Made the earth tremble and the sun afraid

To look upon his agony—the heart

Of a lost world’s Redeemer—overflowed,

Touched by a mourner’s sorrow! Jesus wept!”

This is what Lowell called “inspiration and water.” Alfred de Vigny, a fine spirit and good poet, has tried the same thing in French and succeeded little, if at all, better than the Yankee collegian. The inadequacy of Willis’s Scripture renderings is made more apparent by the fact that his blank verse is not a good vehicle for strong feeling. It is correct and flowing, sometimes musical, but seldom energetic. It favored his tendency to diffuseness and it often degenerates into a kind of accentless oratio soluta, which is only verse because it scans, and only blank verse because it does not rhyme.

Upon the whole the most genuine expression of Willis’s talent in this early volume was in the piece entitled “Better Moments,” which remains one of his best, because one of his most spontaneous poems.

It makes one realize the startling growth of the United States in the last fifty years, to remember that Willis had already won a “national reputation” by his poetry when he left college. The air was much thinner then, American literature much scantier, the population so small and so comparatively homogeneous, that the suffrages of a few hundreds of readers in New York, Boston, New Haven, and Philadelphia, and the praises of a few dozen journals were enough to bestow fame. What undergraduate nowadays, however clever or precocious, could hope to make his voice heard beyond the limits of the college yard?

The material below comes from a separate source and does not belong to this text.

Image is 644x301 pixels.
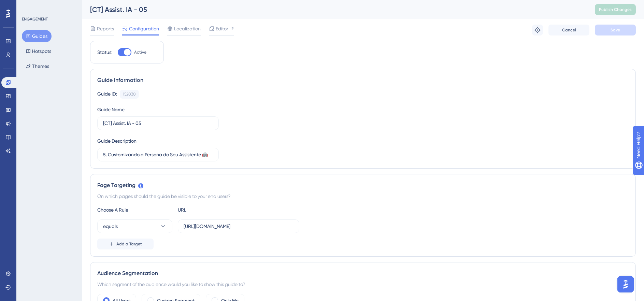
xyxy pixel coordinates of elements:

It remains only to mention that the presence in New Haven of the two poets Percival and Hillhouse, when Willis was a student there, was not without influence on his literary development. Percival went to West Point as Professor of Chemistry in 1824 and did not come back to New Haven until 1827, but Hillhouse resided constantly at his beautiful home in the outskirts of the city, “Sachem’s Wood.” His Master’s Oration, “The Education of a Poet,” and his Phi Beta Kappa poem, “The Judgment,” had given him great fame in the university as an orator and poet. “‘Hadad’ was published in 1825,” wrote Willis, “during my second year in college, and to me it was the opening of a new heaven of imagination. The leading characters possessed me for months, and the bright, clear, harmonious language was, for a long time, constantly in my ears.” Of its author he said, “In no part of the world have I seen a man of more distinguished mien.… Though my acquaintance with him was slight, he confided to me, in a casual conversation, the plan of a series of dramas, different from all he had attempted, upon which he designed to work with the first mood and leisure he could command.”